━━━ SUPPLIED RECORDS
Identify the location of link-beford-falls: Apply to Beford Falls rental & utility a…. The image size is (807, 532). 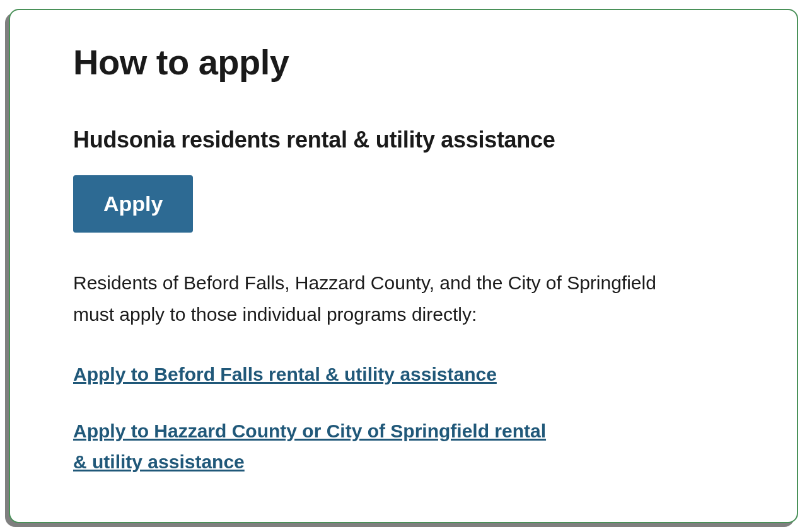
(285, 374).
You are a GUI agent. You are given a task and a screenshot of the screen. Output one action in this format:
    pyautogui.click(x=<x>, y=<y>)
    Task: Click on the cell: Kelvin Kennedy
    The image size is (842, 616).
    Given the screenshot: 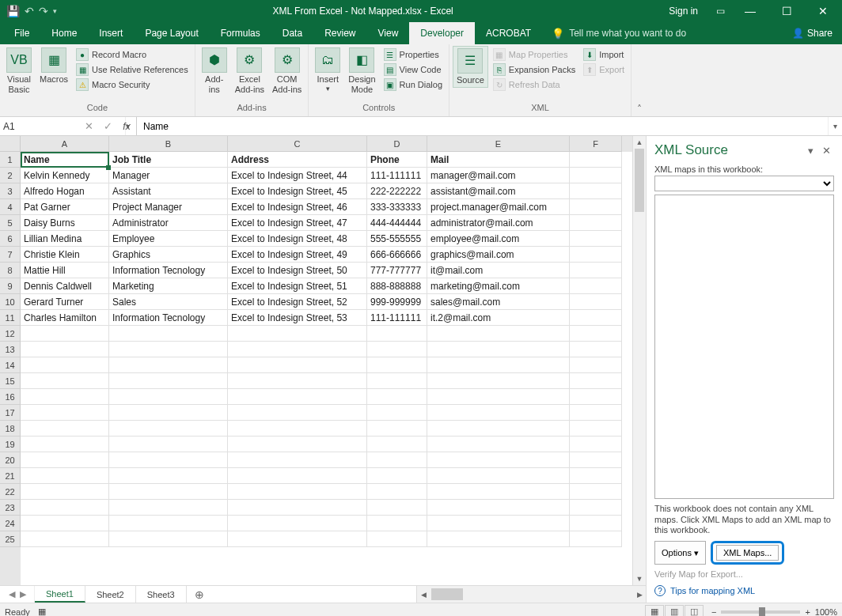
━━━━━━
*AIM OF THE TASK:* Repeat the data word for word. Skip the pictures.

*SOLUTION TO THIS TASK:*
Identify the location of link-beford-falls: Apply to Beford Falls rental & utility a…. The image size is (807, 532). 
(285, 374).
You are a GUI agent. You are given a task and a screenshot of the screen. Output one action in this format:
    pyautogui.click(x=<x>, y=<y>)
    Task: Click on the cell: Kelvin Kennedy
    The image size is (842, 616).
    Given the screenshot: 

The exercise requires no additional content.